Roberto, love your post.
 
Agreed! Great post, Roberto.
Agreed, especially point number 10. I read some drivel somewhere, where a guy made a statement that just because the subjectivists say something sounds better does not mean it is better.
 
He probably meant technically, Bernard, in which case I agree.

I think the pertinent question here is whether it is more important to you that your system sounds optimum to your ears or whether it is more important that it measures correctly. I think most audiophiles would go with the former, while more than a few engineers would lean toward the latter. Personally, I think measurements are an important step toward getting your system optimized for great sound, but they represent only a percentage of the work that is needed to get there.
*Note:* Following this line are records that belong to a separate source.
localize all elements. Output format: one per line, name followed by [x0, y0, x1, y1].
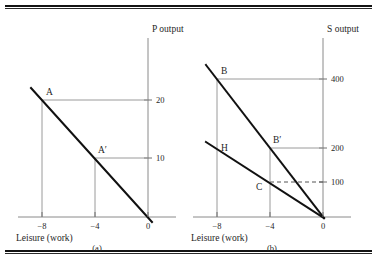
panel-b-y-axis-title: S output: [327, 24, 359, 34]
panel-b-xtick-label-neg8: −8: [212, 221, 221, 231]
panel-a-y-axis-title: P output: [152, 24, 184, 34]
panel-a-point-label-A-prime: A′: [98, 145, 107, 155]
panel-b-budget-line-steep: [206, 65, 324, 218]
panel-b-point-label-B: B: [221, 66, 227, 76]
chart-panel-b: S output 400 200 100 −8 −4: [188, 12, 377, 252]
panel-b-point-label-H: H: [221, 143, 228, 153]
panel-b-x-axis-title: Leisure (work): [191, 233, 248, 244]
figure-root: P output 20 10 −8 −4 0 A A′ Leisu: [0, 0, 377, 264]
top-hairline-rule: [5, 8, 372, 9]
panel-b-xtick-label-0: 0: [321, 221, 325, 231]
panel-b-ytick-label-200: 200: [331, 143, 344, 153]
top-rule: [5, 5, 372, 7]
panel-a-ytick-label-10: 10: [156, 153, 165, 163]
panel-b-point-label-C: C: [256, 182, 262, 192]
bottom-hairline-rule: [5, 253, 372, 254]
panel-a-caption: (a): [92, 243, 102, 252]
panel-a-ytick-label-20: 20: [156, 95, 165, 105]
panel-b-ytick-label-400: 400: [331, 74, 344, 84]
panel-b-xtick-label-neg4: −4: [265, 221, 275, 231]
panel-b-ytick-label-100: 100: [331, 177, 344, 187]
panel-b-caption: (b): [267, 243, 277, 252]
panel-a-x-ticks: −8 −4 0: [37, 212, 150, 231]
panel-b-budget-line-flat: [206, 142, 324, 218]
panel-a-xtick-label-0: 0: [146, 221, 150, 231]
chart-panel-a: P output 20 10 −8 −4 0 A A′ Leisu: [0, 12, 188, 252]
panel-b-point-label-B-prime: B′: [273, 135, 281, 145]
panel-b-x-ticks: −8 −4 0: [212, 212, 325, 231]
panel-a-budget-line: [31, 88, 152, 222]
panel-a-xtick-label-neg4: −4: [90, 221, 100, 231]
panel-a-point-label-A: A: [46, 87, 53, 97]
panel-a-y-ticks: 20 10: [144, 95, 165, 163]
panel-a-xtick-label-neg8: −8: [37, 221, 46, 231]
panel-a-x-axis-title: Leisure (work): [16, 233, 73, 244]
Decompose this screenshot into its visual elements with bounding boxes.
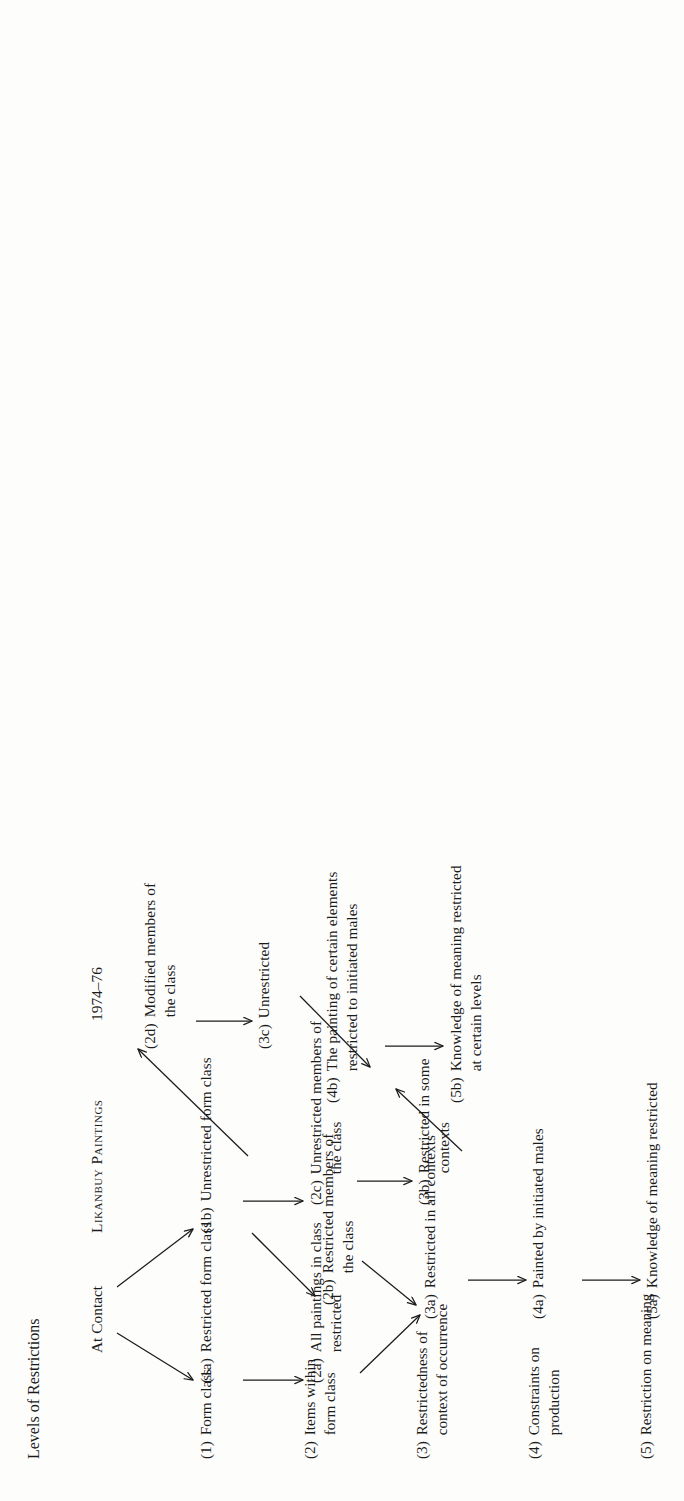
node-2d-text: Modified members of the class bbox=[140, 819, 180, 1017]
column-header-at-contact: At Contact bbox=[88, 1286, 106, 1353]
node-5a-tag: (5a) bbox=[642, 1294, 662, 1319]
node-4b-tag: (4b) bbox=[322, 1077, 362, 1103]
node-2b-tag: (2b) bbox=[318, 1279, 358, 1305]
node-3b-tag: (3b) bbox=[414, 1179, 454, 1205]
diagram-canvas: Levels of Restrictions At Contact Likanb… bbox=[0, 0, 684, 1501]
node-4a[interactable]: (4a) Painted by initiated males bbox=[528, 1049, 548, 1319]
rotated-figure-canvas: Levels of Restrictions At Contact Likanb… bbox=[0, 0, 684, 1501]
edge-1b-to-2d bbox=[138, 1049, 248, 1156]
node-2a-tag: (2a) bbox=[306, 1358, 346, 1383]
node-1a-tag: (1a) bbox=[196, 1358, 216, 1383]
node-3c-text: Unrestricted bbox=[254, 859, 274, 1018]
node-4b[interactable]: (4b) The painting of certain elements re… bbox=[322, 783, 362, 1103]
node-4b-text: The painting of certain elements restric… bbox=[322, 783, 362, 1071]
node-2c-tag: (2c) bbox=[306, 1180, 346, 1205]
column-header-likanbuy-paintings: Likanbuy Paintings bbox=[88, 1100, 106, 1233]
node-4a-tag: (4a) bbox=[528, 1294, 548, 1319]
page-title: Levels of Restrictions bbox=[25, 1319, 43, 1459]
node-5a-text: Knowledge of meaning restricted bbox=[642, 989, 662, 1288]
column-header-1974-76: 1974–76 bbox=[88, 967, 106, 1021]
node-1b-tag: (1b) bbox=[196, 1207, 216, 1233]
node-5b-text: Knowledge of meaning restricted at certa… bbox=[446, 773, 486, 1071]
node-5b-tag: (5b) bbox=[446, 1077, 486, 1103]
row-label-level-2-tag: (2) bbox=[300, 1441, 341, 1459]
edge-header-to-1a bbox=[117, 1333, 193, 1380]
edge-2a-to-3a bbox=[360, 1315, 420, 1373]
node-2d[interactable]: (2d) Modified members of the class bbox=[140, 819, 180, 1049]
edge-2b-to-3a bbox=[362, 1261, 416, 1305]
row-label-level-4-tag: (4) bbox=[524, 1441, 565, 1459]
row-label-level-5-tag: (5) bbox=[636, 1441, 656, 1459]
edge-header-to-1b bbox=[117, 1229, 193, 1287]
node-3a-tag: (3a) bbox=[420, 1294, 440, 1319]
node-4a-text: Painted by initiated males bbox=[528, 1049, 548, 1288]
node-3c-tag: (3c) bbox=[254, 1024, 274, 1049]
node-5b[interactable]: (5b) Knowledge of meaning restricted at … bbox=[446, 773, 486, 1103]
node-2d-tag: (2d) bbox=[140, 1023, 180, 1049]
node-5a[interactable]: (5a) Knowledge of meaning restricted bbox=[642, 989, 662, 1319]
node-1b-text: Unrestricted form class bbox=[196, 983, 216, 1201]
node-1b[interactable]: (1b) Unrestricted form class bbox=[196, 983, 216, 1233]
node-3c[interactable]: (3c) Unrestricted bbox=[254, 859, 274, 1049]
row-label-level-1-tag: (1) bbox=[196, 1441, 216, 1459]
row-label-level-3-tag: (3) bbox=[412, 1441, 453, 1459]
What a lot of engineer types seem to overlook is that there are plenty of factors that affect sound quality that we have no easy way to measure, and sound quality itself is a highly subjective thing. In the end, your ears are the best tool to determine how your system sounds and whether any particular changes make a noticeable difference.
 
There's not a massive correlation between subjective experience and technical proficiency, Rich. That's all I'm saying. Perfectly possible for the majority to prefer a system that is technically worse than another one by some margin. I'd live with the former if I thought it sounded better.
 
Absolutely agree, Justin. Kind of like those folks who prefer the sound of a euphonic tube amp to a technically better but dry sounding SS amp. I couldn't handle one in my system for long as I prefer a more natural and neutral representation, but I have to say that the rich harmonics of something like a Jolida can sound stunning with certain types of music.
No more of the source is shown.